Jesus also says it is time for him to be “glorified.” Glorification in this case refers to the revelation of God’s Love in the life, death, resurrection and ascension of Jesus. By glorifying God, Jesus makes visible the presence of God through, as the two men in white (who are they?) “all that Jesus did and taught from the beginning until the day when he was taken up to heaven.”

What the two men in white seem to be saying, as cool as it is to see him ascend to the God of Love, it’s time to get to work on all that he taught you- feed the hungry, heal the sick, visit the prisoners, welcome the strangers, clothe the naked – meet the needs of the world’s most vulnerable people – and all creature, and all creation.

And the bonus is that those God has given him have been given eternal life, which it turns out is not a future in heaven or immortality, but rather a life shaped in the image of God as revealed in Jesus – here and now. As Meister Eckhart also said, “The price of inaction is far greater than the cost of making a mistake.” Quit standing around looking up into the heavens and get to work!

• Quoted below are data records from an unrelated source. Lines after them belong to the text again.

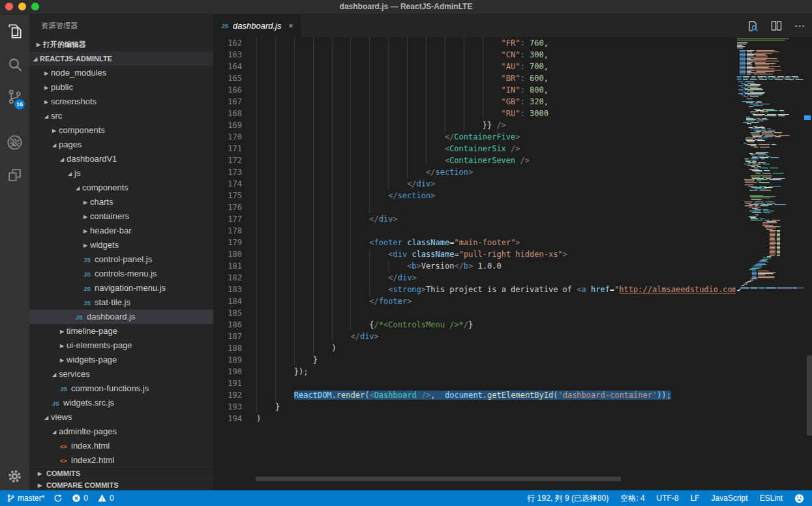  Describe the element at coordinates (89, 403) in the screenshot. I see `tree-item-label: widgets.src.js` at that location.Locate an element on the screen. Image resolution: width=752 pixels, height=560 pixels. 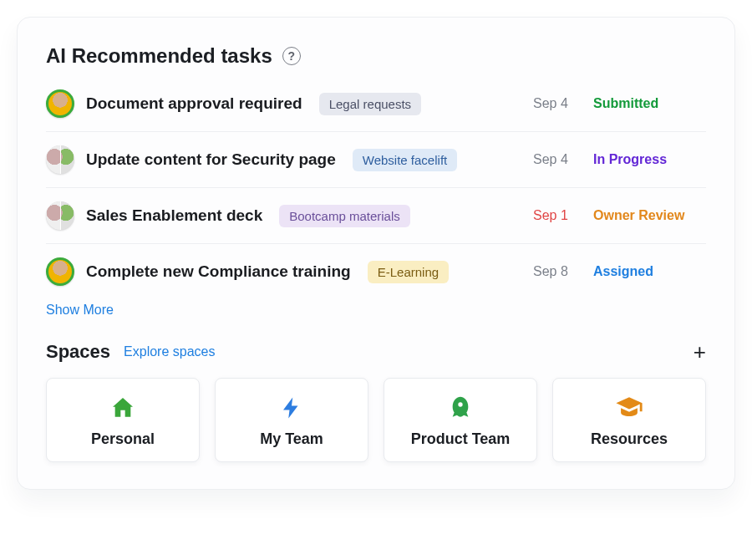
space-card: Product Team is located at coordinates (460, 420).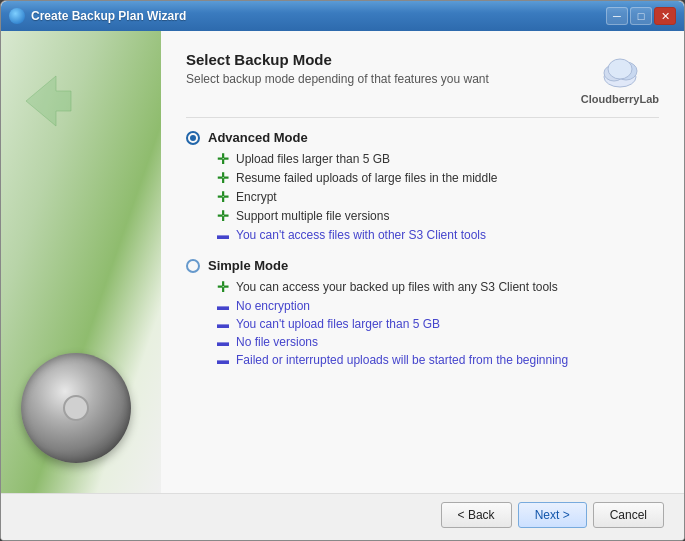 The width and height of the screenshot is (685, 541). I want to click on list-item: ✛ Resume failed uploads of large files i…, so click(438, 178).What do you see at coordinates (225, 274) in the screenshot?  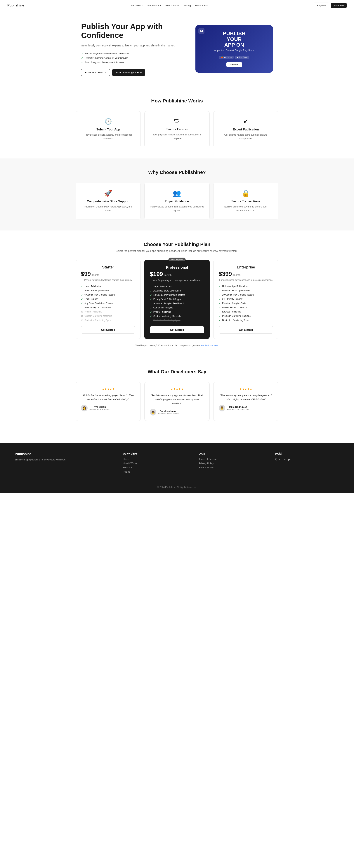 I see `plan-price-value: $399` at bounding box center [225, 274].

Despite all the rhetoric about Pentecost being the birthday of the Church, I have always thought that distinction belongs to the Ascension. He has to leave so that we can get to work doing all he did and taught, “and greater things than these you will do.”

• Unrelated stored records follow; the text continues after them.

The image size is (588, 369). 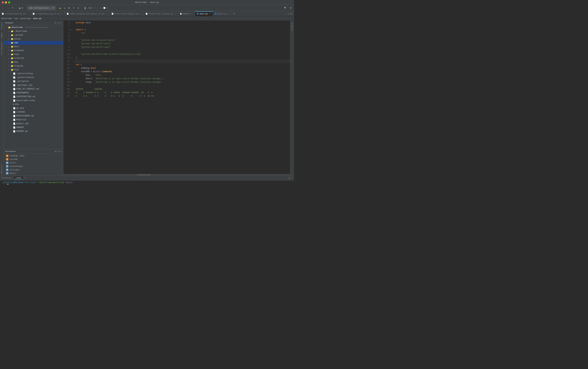 What do you see at coordinates (61, 8) in the screenshot?
I see `run-button: ▶` at bounding box center [61, 8].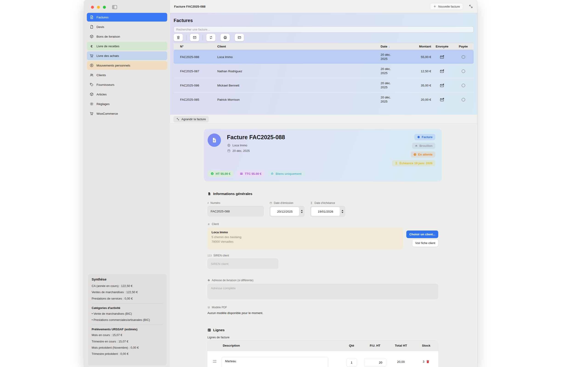  I want to click on transfer-circle-icon, so click(92, 66).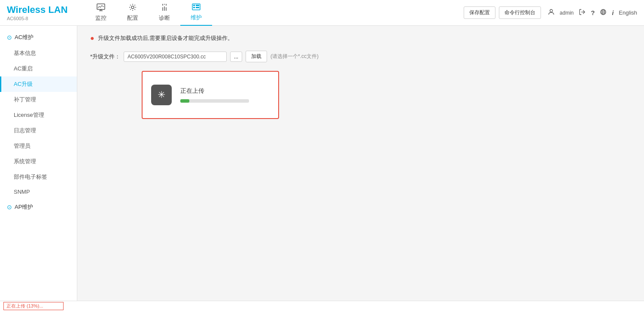  I want to click on app-title: Wireless LAN, so click(37, 10).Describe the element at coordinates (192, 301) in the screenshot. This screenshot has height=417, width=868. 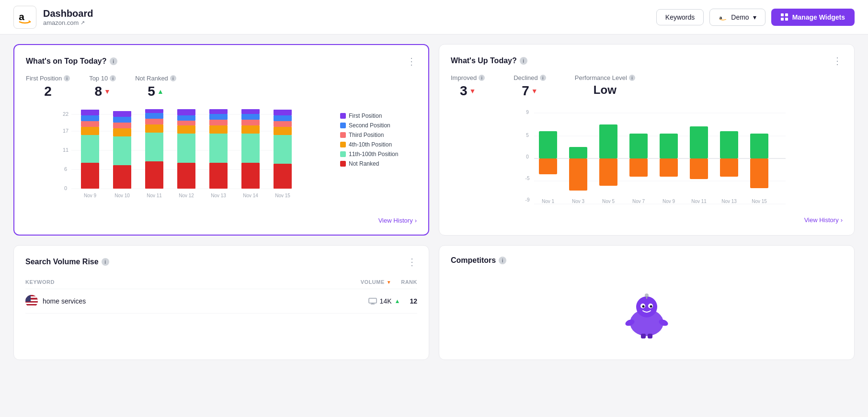
I see `keyword-cell: home services` at that location. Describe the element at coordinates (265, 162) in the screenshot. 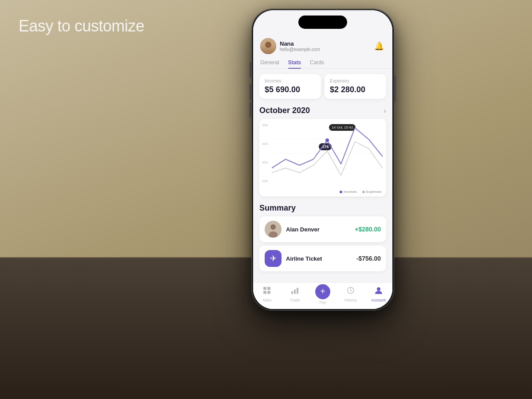

I see `y-label-300: 300` at that location.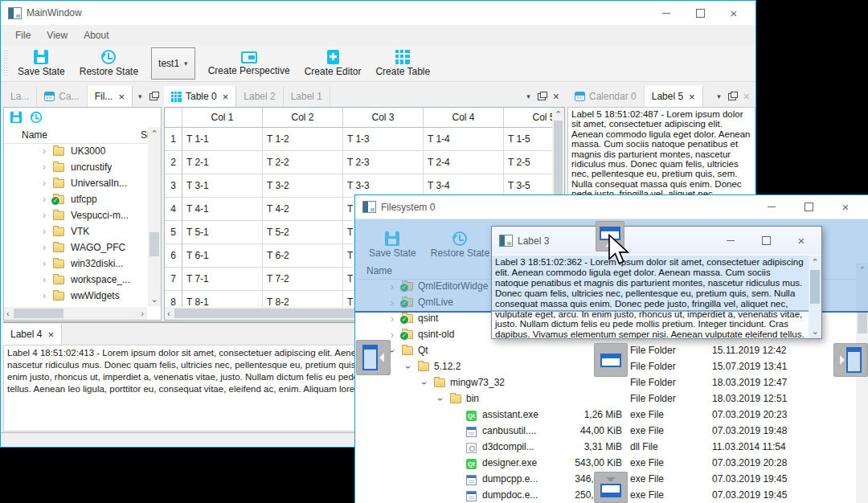 Image resolution: width=868 pixels, height=503 pixels. Describe the element at coordinates (76, 280) in the screenshot. I see `tree-item-workspace: ›workspace_...` at that location.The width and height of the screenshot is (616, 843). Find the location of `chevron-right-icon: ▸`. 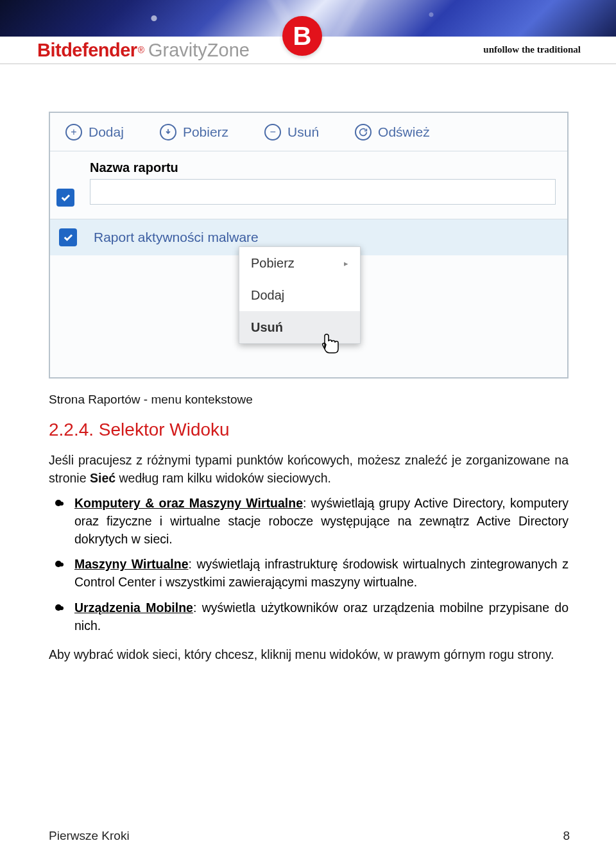

chevron-right-icon: ▸ is located at coordinates (346, 263).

And he prays for our protection as we are that manifestation of Jesus that continues on in the world. The world does not always welcome the Jesus in us, but that only brings us closer to Jesus who is the life and light of the world. Another paradox. As Meister Eckhart reminds us, “Truly, it is in darkness that one finds the light, so when we are in sorrow, then this light is nearest of all to us.”
The Light is so near to us, he prays that we may be One as he and the Father are One. This recalls the beginning of the fourth gospel that tells us that Jesus, the Word, the logos, was with God in the beginning, and is God, and that all that was created came through Jesus, the Word. I suspect Eckhart was deeply immersed in the Gospel of John for he also says, “Every creature is a word of God.”

This means us as well as the fish in the sea. Another mystic who lived a half century before Eckhart was another German, Mechtild of Magdeburg. She writes:
A fish cannot drown in water,
A bird does not fall in air.
In the fire of its making,
Gold doesn’t vanish:
The fire brightens.
Each creature God made
Must live in its own true nature;
How could I resist my nature,
That lives for oneness with God?

That is, life is not about beliefs or doctrines or creeds or liturgies. It is not a discipline or a practice. It is the most intimate experience of being alive, like breathing itself. Breath, the difference between life and death. At age twelve Mechtild had a spiritual experience in which she saw “all things in God, and God in all things.”

The importance of the Christian mystical tradition is its insistence that we must treat one another, every creature, every thing the way God is in Jesus and Jesus is in God. He prays, “so that they may be one, as we are one.”

He who is coming is always here. As the most recent Nobel Laureate of Literature writes:
Many try to stop me, shake me up in my mind
Say, “Prove to me that He is Lord, show me a sign”
What kind of sign they need when it all come from within
When what’s lost has been found, what’s to come has already been?
            -Bob Dylan, Pressing On

He ascends, yet all the while he is here. It all comes from within. And it is all around all the time in all things. He prays that we might be one as he and the Father are one. What’s lost has been found, what’s to come has already been. This is eternal life: knowing God and knowing Jesus, who are one and that same. We are one and the same. Eternal life is here and now.

“The eye with which I see God is the same eye with which God sees me,” writes Eckhart.


All because we see the Son rising, and listen to the men in white, and come to know God as God knows us.  It’s time to stop standing around and tell others the good news, for later he prays for on behalf of those who come to believe because of our word. He is the word, and through his word we come to know that we too are the word. We live in God and God lives in us. We are one, as God and Jesus are one. Do we get that? Thank you!